Yes I agree, it's an art and we should think outside the box.

I have applied some of your ideas you talked about on my second script and then sometimes I go into relapse and become too "bookish". It's a difficult art to master.

Thanks for hitting a home run with this article.

Looking forward to using ScriptDepartment shortly.

Regards,
Benjamin Ray
www.hollywoodtoronto.com

PJ McIlvaine said...

Thank you kindly, sir! How about this ode: when it's a ding, it truly sings, but when it's a dong, it's totally wrong!

And

You can't have the ding without the dong.

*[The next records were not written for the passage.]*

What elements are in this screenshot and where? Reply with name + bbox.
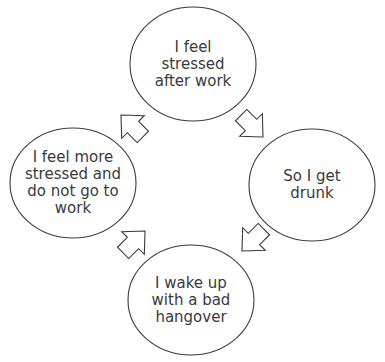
node-left-label: I feel more stressed and do not go to wo… <box>13 139 133 227</box>
node-bottom-label: I wake up with a bad hangover <box>133 256 249 344</box>
node-right-label: So I get drunk <box>254 141 370 229</box>
node-top-label: I feel stressed after work <box>135 20 251 108</box>
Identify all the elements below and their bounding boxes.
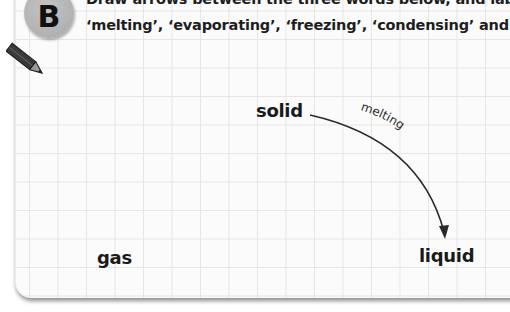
badge-letter: B <box>38 0 61 34</box>
instruction-line-2: ‘melting’, ‘evaporating’, ‘freezing’, ‘c… <box>86 17 510 33</box>
word-liquid: liquid <box>419 245 474 266</box>
worksheet-page: B Draw arrows between the three words be… <box>0 0 510 312</box>
instruction-line-1: Draw arrows between the three words belo… <box>86 0 510 7</box>
word-solid: solid <box>256 100 303 121</box>
word-gas: gas <box>97 247 132 268</box>
pencil-icon <box>6 42 50 82</box>
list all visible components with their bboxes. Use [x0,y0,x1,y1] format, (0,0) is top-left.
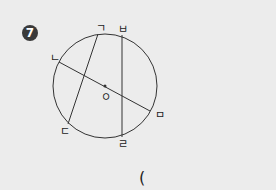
label-g: ㄱ [96,23,106,34]
center-point [104,85,107,88]
circle-diagram [0,0,276,190]
label-n: ㄴ [50,53,60,64]
label-b: ㅂ [118,24,128,35]
answer-parenthesis: ( [139,168,145,187]
label-r: ㄹ [118,139,128,150]
label-d: ㄷ [60,126,70,137]
label-o: ㅇ [101,92,111,103]
label-m: ㅁ [155,110,165,121]
chord-g-d [68,34,98,124]
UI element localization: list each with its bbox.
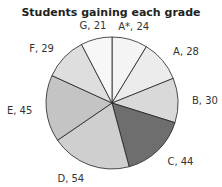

Man, I better stock up on my meds.

Anonymous said...

I can totally relate to that 'stop what you are doing and write it down quick before the girls in the basement go back to macrame- moment.
Now. Question. Why does it usually happen to me while I am SUPPOSED to be revising a script I know I have to complete? AND it is a stonking NEW idea not even remotely linked to what I should be doing? The kind of idea which makes me want to drop the hideous WIP and start on this new idea while my hair is still wet?
Sigh...

hudsonrivercreative said...

You write:

"Well, with age, time and distance, I freely admit that sometimes my ding dong moments were more of the “ding a ling” variety: what the hell was I thinking of when I dreamed up that frothing pile of crapola?"

I don't know how many times this has happened to me. It usually happens when I'm driving, or sitting on the subway, or mowing my lawn, or taking a shower. Then when I sit down to write, it's like a fury. Nothing can stop me now!

Then...

A couple a days later... I read it. What the heck was I thinking? Who wrote this crap? Was I on drugs? No, well I should be.

Thanks PJ.

Anonymous said...

Hey PJ MCILVAINE..

Your approach to screenwriting is so real and entertaining and unlike anything I read on the internet...

This is a breath of fresh air!!!

There's unexplored potential here -- too many books out there take screenwriting like a science project...

I think the article you wrote will one day expand into a unique screenwriting book that will rock the foundation of this business....

I could be wrong, but I know I'm right on this one...

Looking forward to these zesty and really shinny articles from you...

Finally -- PJ MCILVAINE -- a screenwriter who walks the walk and talks the talk on the processs of "styling and developing cinematic visualization..."

Regards,
Benjamin Ray
www.hollywoodtoronto.com

PJ McIlvaine said...

Ah, so I'm not alone in the ding dong nation. Unite brothers and sisters! Stay strong and proud!

Look, sometimes we have to write the dross to get it out of the way or out of our system so we can get to the gold.